Hi! I wanted to help dispel a couple misconceptions that I see here and in the associated Reddit thread.

In general, rendering to screens is not zero-copy. There are several moments where a copy is inevitable for an image-gallery application regardless of how images are packed on disk.

  • The most important copy is to VRAM. Because framebuffers are scanned out near their corresponding physical connectors, and displays usually are driven in units like gigabytes/second, this copy is presumed to be DMA. This copy is the same one which occurs when rebinding textures in GL.
  • The image formats that you've discussed include JPEG and PNG. JPEG doesn't have pixel data, so it can't be directly mapped to a pixel buffer. PNG is internally compressed with zlib, RLE, and often with interpolation as well; it almost never can be mapped to a pixel buffer, and certainly not after using optipng or pngcrush on it.
  • VRAM-to-VRAM copying is usually faster than reusing buffers when the GPU is used for image decoding. Any time a VRAM object is reused in a new context, like turning a drawbuffer into a texture, the driver must rebind all dependent objects and issue memory fences to the GPU's command buffer. Paradoxically, this means that it might be faster to use extra VRAM and make an extra copy of the pixels so that the copy can be immediately used in the following draw command.

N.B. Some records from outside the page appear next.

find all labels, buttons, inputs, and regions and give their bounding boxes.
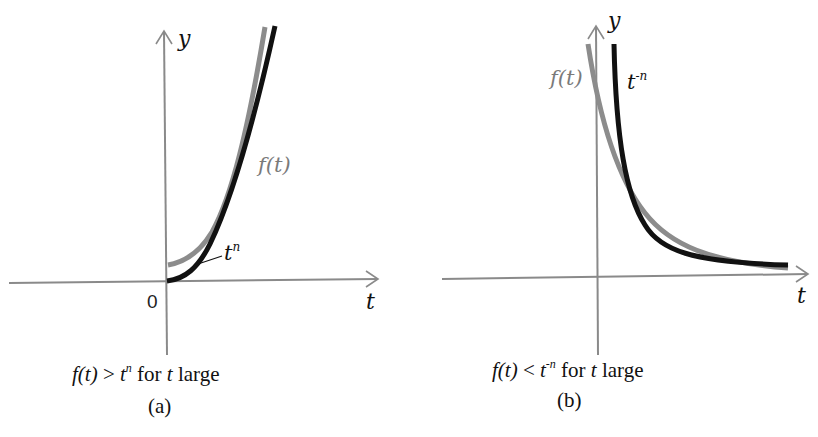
panel-b-x-axis bbox=[442, 274, 808, 279]
panel-a-sublabel: (a) bbox=[148, 396, 171, 417]
panel-a-f-label: f(t) bbox=[258, 155, 291, 176]
panel-b-x-axis-label: t bbox=[797, 285, 806, 307]
panel-b-caption-large: large bbox=[602, 358, 644, 382]
panel-a-y-axis bbox=[164, 31, 167, 355]
panel-b-tn-exp: -n bbox=[635, 69, 647, 83]
panel-b-y-axis bbox=[596, 26, 598, 355]
figure-growth-comparison: y t 0 f(t) tn f(t) > tn for t large (a) … bbox=[0, 0, 818, 437]
panel-b-caption-rel: < bbox=[523, 358, 535, 382]
panel-a-origin-label: 0 bbox=[147, 292, 158, 311]
panel-b-caption-exp: -n bbox=[546, 357, 556, 371]
panel-b-f-curve bbox=[588, 44, 788, 268]
panel-a-x-axis bbox=[9, 279, 378, 283]
panel-b-f-label: f(t) bbox=[550, 68, 583, 89]
panel-b-caption-tvar: t bbox=[591, 358, 597, 382]
panel-a-tn-exp: n bbox=[232, 240, 240, 254]
panel-b-caption-for: for bbox=[561, 358, 586, 382]
panel-a-caption: f(t) > tn for t large bbox=[72, 364, 220, 385]
panel-a-tn-label: tn bbox=[224, 243, 240, 264]
panel-b-caption-t: t bbox=[540, 358, 546, 382]
panel-a-caption-t: t bbox=[120, 362, 126, 386]
panel-b-tn-label: t-n bbox=[627, 72, 647, 93]
panel-a-axes bbox=[9, 31, 378, 355]
panel-b-caption: f(t) < t-n for t large bbox=[492, 360, 644, 381]
panel-a-y-axis-label: y bbox=[178, 28, 190, 50]
panel-b-y-axis-label: y bbox=[608, 10, 620, 32]
panel-a-caption-rel: > bbox=[103, 362, 115, 386]
panel-a-caption-exp: n bbox=[126, 361, 132, 375]
panel-a-x-axis-label: t bbox=[366, 291, 375, 313]
panel-b-axes bbox=[442, 26, 808, 355]
panel-a-caption-large: large bbox=[178, 362, 220, 386]
panel-b-sublabel: (b) bbox=[557, 390, 582, 411]
panel-b-caption-f: f(t) bbox=[492, 358, 518, 382]
panel-a-caption-for: for bbox=[137, 362, 162, 386]
panel-a-caption-f: f(t) bbox=[72, 362, 98, 386]
panel-a-caption-tvar: t bbox=[167, 362, 173, 386]
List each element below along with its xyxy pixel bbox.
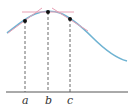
point-a — [23, 19, 27, 23]
diagram-canvas: a b c — [0, 0, 136, 110]
point-b — [46, 10, 50, 14]
label-c: c — [67, 94, 73, 107]
point-c — [68, 17, 72, 21]
label-b: b — [45, 94, 52, 107]
label-a: a — [22, 94, 29, 107]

This all arises when drawing video frames, which is a low-latency fixed-deadline situation that demands an efficient codec. Note that GPU-friendly codecs do not do all of their work in VRAM; instead, some of their coding is inherently serial and maps fairly well to SIMD instructions on the host CPU. This is a final irony: instead of DMA, the format is designed to be read from disk through the CPU to VRAM.